The New Yorker [Hispanic], despite scores that ranked her among the bottom of this year's applicants [and a "D" in English], got a tentative "admit." Mr. Figueroa liked the portrait of a scrapper and born leader that emerged from her essay and teacher recommendations. But he conceded that he also saw a grainy reflection of himself — he is the sixth of seven children raised by Mexican-born parents in California — staring back from her manila folder."
Steve Sailer comments:
What's fascinating in this NY Times account of a Mexican-American admissions officer at Wesleyan U., besides the obvious — the rank Hispanic chauvinism, the desire to be a "social engineer" and the anti-Asian prejudice — is the admissions officers' absolute refusal to look at quantitative feedback on the consequences of their past admissions decisions. Mr. Figueroa has a "gut feeling" that a co-Hispanic with an SAT score two standard deviations below the Wesleyan mean will somehow be a success, while the Asian with the well-above average test score won't. Well, what's his batting average on his past gut feelings? Did the people he admit in the past do better — in terms of gpa, hard majors, graduation rates, professional school acceptances, donations to alumni funds, or whatever — than the other admissions officers? How did Wesleyan's admittees do compared to its rivals? How did past admittees with SAT's 400 points below the mean do compare to past admittees with scores 125 points above the mean?

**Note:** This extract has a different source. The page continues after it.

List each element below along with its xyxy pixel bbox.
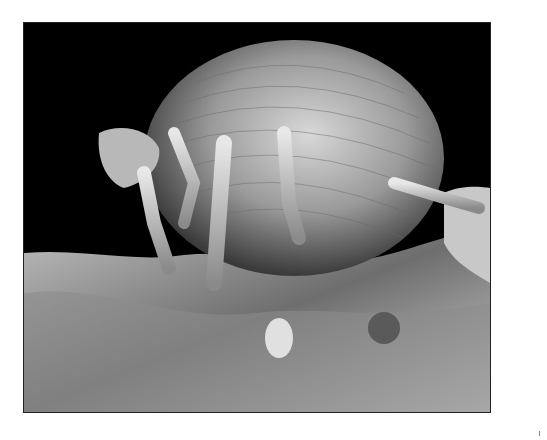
dust-mite-illustration	[24, 23, 490, 412]
sem-micrograph	[23, 22, 491, 413]
corner-tick-mark	[539, 431, 540, 436]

Next question: why isn't there enough of a competitive marketplace in collegiate education that colleges that permit this kind of shoddy workmanship on the part of their admissions staffs don't get driven into bankruptcy?
Richard Armour's definition of an admissions office — the committee in charging of admitting the university's mistakes.
[Steve Sailer [email him] is founder of the Human Biodiversity Institute and movie critic for The American Conservative. His website www.iSteve.blogspot.com features his daily blog.]